On Mon, Dec 5, 2016 at 11:15 AM, Hans Leidekker hans@codeweavers.com wrote:
This doesn't work for a /25 network, for example. You really need to use the network mask here to calculate the broadcast address.
Hi, thanks for the review. As I wrote in the comments this is the most common estimate, it should be enough for the majority of home networks everywhere. So far there is only one application affected too which is a game. Checking if every packet is UDP and if every UDP packet is not in broadcast state and then checking if its address is a broadcast would be take too much time in a operation that has to be very fast. Unless I'm missing something as I said in the first version of the patch.
You are trading correctness for performance, and even with this filter the getsockopt calls are probably too expensive. I guess this information should somehow be cached.
I agree with you, it is a tradeoff. The filter is fast because the patch reduces the scope of the test to only a few handful of packets that are probably broadcast addresses, only then it will check the broadcast flag and in the kernel this is very fast because judging by the kernel source code. Only if previous conditions are met it will check if it really was a broadcast address.
A different approach would be to let it hit EACCES when sending and check for the error and only then do all tests, that would still work and still be only a handful of packets but then we could check for the broadcast address everytime without suffering from performance and getting perfect correctness. What do you think?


**Work instructions:** Copy every line below precisely as it appears.

-------- Records supplied

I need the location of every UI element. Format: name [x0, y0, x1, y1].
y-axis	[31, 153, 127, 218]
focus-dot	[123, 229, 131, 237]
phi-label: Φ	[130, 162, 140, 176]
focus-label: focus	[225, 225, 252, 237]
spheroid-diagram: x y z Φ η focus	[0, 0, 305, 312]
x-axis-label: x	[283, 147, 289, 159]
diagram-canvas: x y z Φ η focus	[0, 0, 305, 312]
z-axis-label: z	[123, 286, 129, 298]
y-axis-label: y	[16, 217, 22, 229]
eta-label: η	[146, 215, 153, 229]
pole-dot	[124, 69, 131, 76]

----------------

**Solved problem:**
I need the location of every UI element. Format: name [x0, y0, x1, y1].
y-axis	[31, 153, 127, 218]
focus-dot	[123, 229, 131, 237]
phi-label: Φ	[130, 162, 140, 176]
focus-label: focus	[225, 225, 252, 237]
spheroid-diagram: x y z Φ η focus	[0, 0, 305, 312]
x-axis-label: x	[283, 147, 289, 159]
diagram-canvas: x y z Φ η focus	[0, 0, 305, 312]
z-axis-label: z	[123, 286, 129, 298]
y-axis-label: y	[16, 217, 22, 229]
eta-label: η	[146, 215, 153, 229]
pole-dot	[124, 69, 131, 76]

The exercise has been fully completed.